The social scene finally changed in the 1960s. At this time it became clear to a larger audience that the theory of system differentiation did not have enough conceptual space to include all the negative statements about modern society one wanted to make. Nobody took the trouble to refute Parsons. He simply became obsolete as a theorist focusing on the functional differentiation of the system of action. For a while "complexity" became a conservative topos (and particularly a topos for right-wing people in left-wing parties).[15] In search of a better theory, many intellectuals turned to the "cheeky teenage years" (roughly 1850–80) of the social sciences and, in particular, to Karl Marx.
However, this interest in outdated theories did not last long. It faded away as a result of a remarkable shift of interest in societal self-description. New ecological topics, anxiety about the future, daily news about technological advances, and disasters tend to catch people's attention. The inequalities of economic distribution to exist, but the risk inhering in the day-to-day functioning of the economic system seem to be more relevant from the short-term vantage point of daily news-making. Examples of these risks include the international credit system, free-floating money flows (sometimes several hundred billions of dollars a day), unemployment, the destructive consequences of free trade for local economies, and destructive consequences of national trade barriers for the international economy.

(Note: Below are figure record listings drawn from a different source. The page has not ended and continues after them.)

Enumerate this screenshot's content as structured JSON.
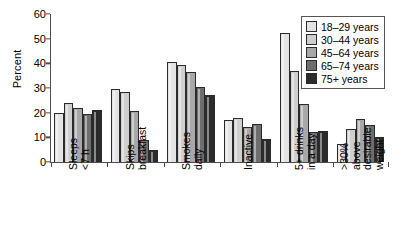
{
  "chart_data": {
    "type": "bar",
    "title": "",
    "xlabel": "",
    "ylabel": "Percent",
    "ylim": [
      0,
      60
    ],
    "yticks": [
      0,
      10,
      20,
      30,
      40,
      50,
      60
    ],
    "grid": false,
    "legend_position": "top-right",
    "categories": [
      "Sleeps\n<7 h",
      "Skips\nbreakfast",
      "Smokes\ndaily",
      "Inactive",
      "5+ drinks\nin a day",
      ">30%\nabove\ndesirable\nweight"
    ],
    "category_lines": [
      [
        "Sleeps",
        "<7 h"
      ],
      [
        "Skips",
        "breakfast"
      ],
      [
        "Smokes",
        "daily"
      ],
      [
        "Inactive"
      ],
      [
        "5+ drinks",
        "in a day"
      ],
      [
        ">30%",
        "above",
        "desirable",
        "weight"
      ]
    ],
    "series": [
      {
        "name": "18–29 years",
        "color": "#e3e3e3",
        "values": [
          20.0,
          29.5,
          40.5,
          17.0,
          52.5,
          7.5
        ]
      },
      {
        "name": "30–44 years",
        "color": "#cfcfcf",
        "values": [
          24.0,
          28.5,
          39.5,
          18.0,
          37.0,
          13.5
        ]
      },
      {
        "name": "45–64 years",
        "color": "#a8a8a8",
        "values": [
          22.0,
          20.5,
          36.5,
          14.0,
          23.5,
          17.5
        ]
      },
      {
        "name": "65–74 years",
        "color": "#6e6e6e",
        "values": [
          19.5,
          9.0,
          30.5,
          15.5,
          12.0,
          15.0
        ]
      },
      {
        "name": "75+ years",
        "color": "#2b2b2b",
        "values": [
          21.0,
          5.0,
          27.0,
          9.5,
          12.5,
          10.0
        ]
      }
    ]
  },
  "legend": {
    "items": [
      {
        "label": "18–29 years",
        "color": "#e3e3e3"
      },
      {
        "label": "30–44 years",
        "color": "#cfcfcf"
      },
      {
        "label": "45–64 years",
        "color": "#a8a8a8"
      },
      {
        "label": "65–74 years",
        "color": "#6e6e6e"
      },
      {
        "label": "75+ years",
        "color": "#2b2b2b"
      }
    ]
  },
  "axis": {
    "y_title": "Percent",
    "y_tick_labels": [
      "60",
      "50",
      "40",
      "30",
      "20",
      "10",
      "0"
    ]
  },
  "colors": {
    "axis": "#4d4d4d",
    "bar_outline": "#2b2b2b",
    "background": "#ffffff"
  }
}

New fields of scientific reasearch, such as nuclear physics and biogenetic engineering, offer both great prospects and terrible fears. "Orientation"[16] is the futile demand of the day. Symptomatic of the embarrassment of the public, commissions on ethics are invoked to act as if they are in control of the situation. Sociology has responded with more or less untheoretical discussions about the fashionable terms of postindustrialism or postmodernity, trying either to catch up to the train of social movements or to run business as usual, that is,
[15] For more recent discussions in this regard see LaPorte 1975; Lanzara and Pardi 1980; United Nations University 1985; Bocchi and Ceruti 1985.
[16] For the semantic history of this word see Lübbe et al. 1982.
conduct empirical research. Does this mean that we are losing all sense of direction in social history? It seems as if the temporal self-descriptions of modern society and increasing complexity only leave us with the certainty of the uncertainty of the future.